The statements and tools of [14] nowhere establish convergence of NM for f ∈ D. Though certain functionsf ∈ Dallow the application of contingent derivatives in Newton’s method, it looks hard to find any functionf ∈ D which satisfies all hypotheses for statement [14, Thm.

3.3]. This is also true when (MR) is replaced by the weaker condition (2.28). Moreover, there is no reason for optimism when searching such real f because of Thm. 4.1. For the (possibly incorrect) Kantorovich-type statement [14, Thm. 3.4] the Lipschitz-property of f on the crucial setΩ is always necessary in order to satisfy the hypotheses.

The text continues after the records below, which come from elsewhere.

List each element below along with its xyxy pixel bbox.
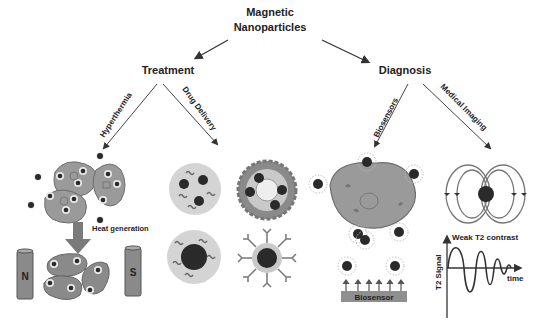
biosensors-label: Biosensors bbox=[372, 96, 401, 139]
weak-t2-contrast-label: Weak T2 contrast bbox=[452, 233, 518, 242]
carrier-polymer-multi bbox=[169, 163, 221, 215]
heat-generation-label: Heat generation bbox=[92, 224, 149, 233]
magnetic-nanoparticles-diagram: Magnetic Nanoparticles Treatment Diagnos… bbox=[0, 0, 540, 328]
root-title-line2: Nanoparticles bbox=[234, 21, 307, 33]
t2-signal-plot: Weak T2 contrast time T2 Signal bbox=[434, 233, 524, 318]
svg-text:N: N bbox=[21, 271, 28, 282]
biosensor-label: Biosensor bbox=[354, 293, 393, 302]
treatment-label: Treatment bbox=[142, 64, 195, 76]
hyperthermia-label: Hyperthermia bbox=[98, 90, 134, 139]
carrier-liposome bbox=[238, 161, 296, 219]
arrow-to-diagnosis bbox=[322, 40, 368, 62]
arrow-to-treatment bbox=[196, 40, 228, 58]
medical-imaging-label: Medical Imaging bbox=[439, 82, 489, 132]
t2-signal-axis-label: T2 Signal bbox=[434, 254, 443, 290]
biosensor-surface: Biosensor bbox=[338, 257, 407, 302]
heat-down-arrow bbox=[65, 222, 91, 254]
biosensor-target-cell bbox=[330, 163, 415, 229]
svg-text:S: S bbox=[130, 267, 137, 278]
carrier-dendrimer bbox=[238, 229, 296, 287]
magnet-north: N bbox=[17, 249, 33, 299]
magnetic-field-lines bbox=[444, 165, 527, 223]
diagnosis-label: Diagnosis bbox=[379, 64, 432, 76]
magnet-south: S bbox=[125, 246, 141, 296]
hyperthermia-cells-heated bbox=[44, 254, 110, 300]
root-title-line1: Magnetic bbox=[246, 6, 294, 18]
drug-delivery-label: Drug Delivery bbox=[180, 85, 218, 133]
hyperthermia-cells-top bbox=[45, 162, 125, 223]
t2-decay-curve bbox=[448, 248, 511, 292]
time-axis-label: time bbox=[507, 274, 524, 283]
carrier-core-shell bbox=[167, 230, 221, 284]
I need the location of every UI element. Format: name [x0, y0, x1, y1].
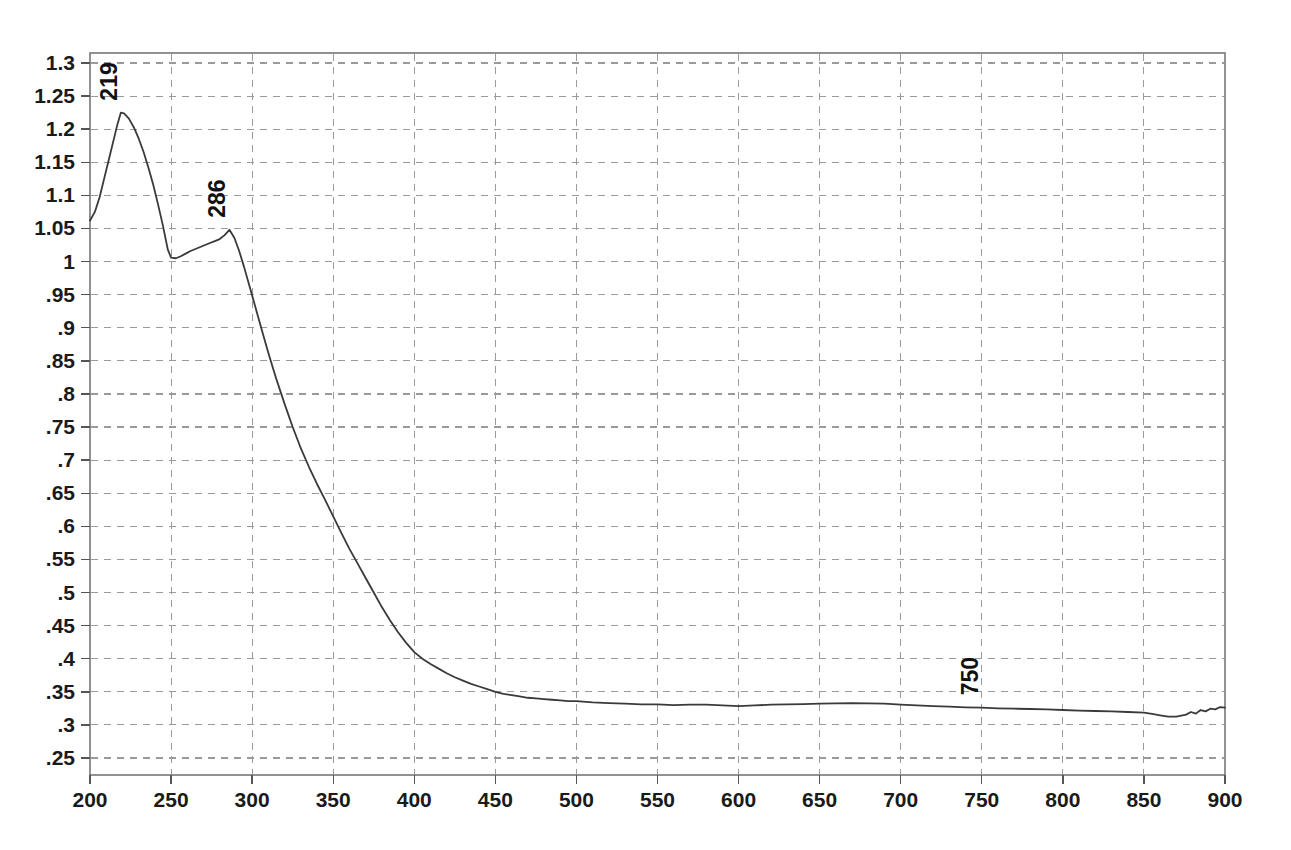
y-tick-label-.6: .6	[57, 514, 75, 537]
y-tick-label-.75: .75	[46, 415, 76, 438]
x-tick-label-700: 700	[883, 788, 918, 811]
y-tick-label-.3: .3	[57, 713, 75, 736]
peak-label-219: 219	[96, 62, 122, 100]
y-tick-label-1.3: 1.3	[46, 51, 75, 74]
x-tick-label-900: 900	[1207, 788, 1242, 811]
x-axis-tick-labels: 2002503003504004505005506006507007508008…	[72, 788, 1242, 811]
x-tick-label-300: 300	[235, 788, 270, 811]
x-tick-label-450: 450	[478, 788, 513, 811]
y-tick-label-.25: .25	[46, 746, 76, 769]
x-tick-label-500: 500	[559, 788, 594, 811]
y-tick-label-.85: .85	[46, 349, 76, 372]
y-tick-label-1.2: 1.2	[46, 117, 75, 140]
x-tick-label-850: 850	[1126, 788, 1161, 811]
y-tick-label-.7: .7	[57, 448, 75, 471]
x-tick-label-550: 550	[640, 788, 675, 811]
x-tick-label-350: 350	[316, 788, 351, 811]
x-tick-label-200: 200	[72, 788, 107, 811]
x-tick-label-600: 600	[721, 788, 756, 811]
chart-canvas: .25.3.35.4.45.5.55.6.65.7.75.8.85.9.9511…	[0, 0, 1291, 850]
peak-label-286: 286	[204, 179, 230, 217]
y-tick-label-.95: .95	[46, 283, 76, 306]
x-tick-label-400: 400	[397, 788, 432, 811]
y-tick-label-1.15: 1.15	[34, 150, 75, 173]
y-tick-label-.35: .35	[46, 680, 76, 703]
y-tick-label-.4: .4	[57, 647, 75, 670]
x-tick-label-250: 250	[154, 788, 189, 811]
x-tick-label-650: 650	[802, 788, 837, 811]
y-tick-label-.65: .65	[46, 481, 76, 504]
peak-label-750: 750	[957, 657, 983, 695]
y-tick-label-1: 1	[63, 250, 75, 273]
x-tick-label-750: 750	[964, 788, 999, 811]
y-tick-label-1.1: 1.1	[46, 183, 76, 206]
y-tick-label-.55: .55	[46, 547, 76, 570]
y-tick-label-.5: .5	[57, 581, 75, 604]
y-tick-label-1.05: 1.05	[34, 216, 75, 239]
y-tick-label-.9: .9	[57, 316, 75, 339]
y-tick-label-.45: .45	[46, 614, 76, 637]
y-tick-label-.8: .8	[57, 382, 75, 405]
y-tick-label-1.25: 1.25	[34, 84, 75, 107]
uv-vis-spectrum-chart: .25.3.35.4.45.5.55.6.65.7.75.8.85.9.9511…	[0, 0, 1291, 850]
x-tick-label-800: 800	[1045, 788, 1080, 811]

Additional references: Newton’s method for continuous functions is the subject in [16, 17](1998). The conditions (CI), (CA), (CA)* in (3.1), many of the mentioned statements including ALG(α), Thm. 3.3 and parts of Thm. 3.6 appeared first in [24, 25](1992) where also relations to point-based approximations [38] have been discussed. [25, 27] also contain criteria for strong stability of KKT-points to optimization problems with original functions havingC0,1 derivatives. Extensions to NM for multifunctions and graph-approximations can be found in [26](1995). Forf ∈C0,1, the convergence theory based on contingent derivatives was recently studied (locally and globally) in [2, 3, 4]. Quasi-NM for PC1-equations are the subject of the pioneering paper [22](1986). ForC0,1- equations in Hilbert spaces (hence with- out semismoothness), even update formulas are examined in [11](1987). Nonsmooth Newton methods in function spaces have been studied in [18], [40, 41] and [12, 13] (after 2000).

Acknowledgment

I like to thank my friend and colleague Diethard Klatte for many fruitful discussions and help concerning this paper and for checking the examples, too (nevertheless, if some of them is wrong, so this is my error).